Conventional narratives explain the rise of Christian Rome as resulting from an increasingly powerful papacy. In City of Saints, Maskarinec looks outward, to examine how Rome interacted with the wider Mediterranean world in the Byzantine period. During the early Middle Ages, the city imported dozens of saints and their legends, naturalized them, and physically layered their cults onto the city’s imperial and sacred topography. Maskarinec documents Rome’s spectacular physical transformation, drawing on church architecture, frescoes, mosaics, inscriptions, Greek and Latin hagiographical texts, and less-studied documents that attest to the commemoration of these foreign saints. These sources reveal a vibrant plurality of voices—Byzantine administrators, refugees, aristocrats, monks, pilgrims, and others—who shaped a distinctly Roman version of Christianity. City of Saints extends its analysis to the end of the ninth century, when the city’s ties to the Byzantine world weakened.

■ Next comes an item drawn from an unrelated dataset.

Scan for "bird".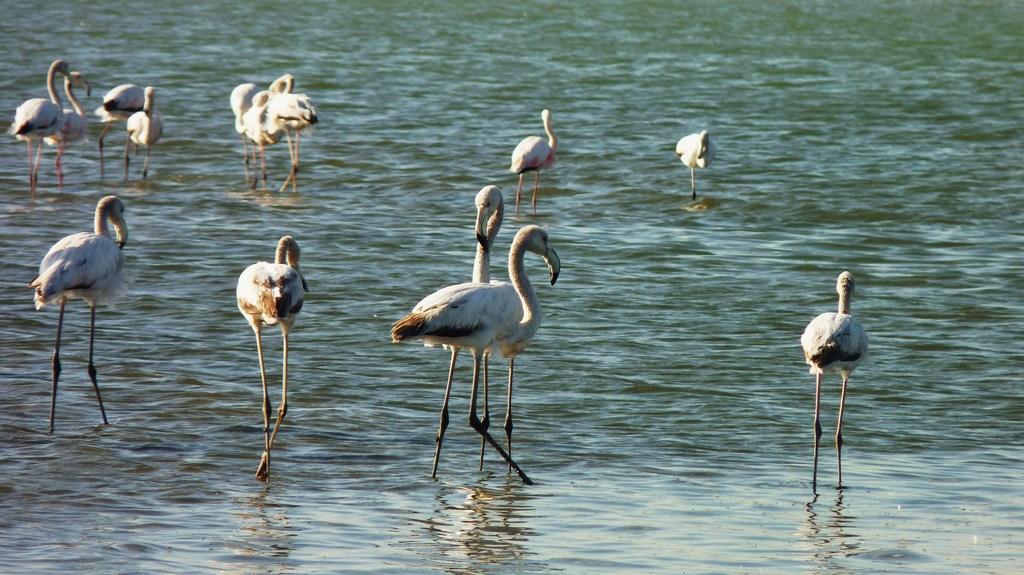
Scan result: region(385, 221, 561, 483).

Rome’s political and economic orbits moved toward the Carolingian world, where the saints’ cults circulated, valorizing Rome’s burgeoning claims as a microcosm of the “universal” Christian church.

Maskarinec cover

2018

  • $55.00 cloth, 978-0-812-25008-4
  • $55.00 ebook, 978-0-812-29495-8
  • 336 pages
  • 33 illus., 7 x 10 in.

about the author

Maya Maskarinec is a historian of late antique and early medieval Europe and the Mediterranean with an emphasis on the city of Rome as an interlocutor across geographical, cultural and chronological divides. Her research interests include urban history, hagiography and historiography, and the afterlife of Rome’s Christian and classical heritage. She holds a Ph.D. and M.A. in Medieval History from the University of California, Los Angeles (2015/2011) and a A.B. in Classics from Princeton University (2007).

Her next project addresses the persistent critique of late antique/early medieval Rome as a city too burdened by its monumental imperial past and worldly distractions to be a sacred city. Her publications include “The Carolingian Afterlife of the Damasan Inscriptions,” Early Medieval Europe 23.2 (2015); and “Who were the Romans? Shifting Scripts of Romanness in Early Medieval Italy,” in Post-Roman Transitions. Christian and Barbarian Identities in the Early Medieval West, edited by W. Pohl and G. Heydemann (2013). Her work has been supported by a Fulbright Fellowship to Austria (2007-08), the American Academy in Rome’s Phyllis G. Gordan Pre-Doctoral Rome Prize (2013-14), and a Mellon/ACLS Dissertation Completion Fellowship (2014-15).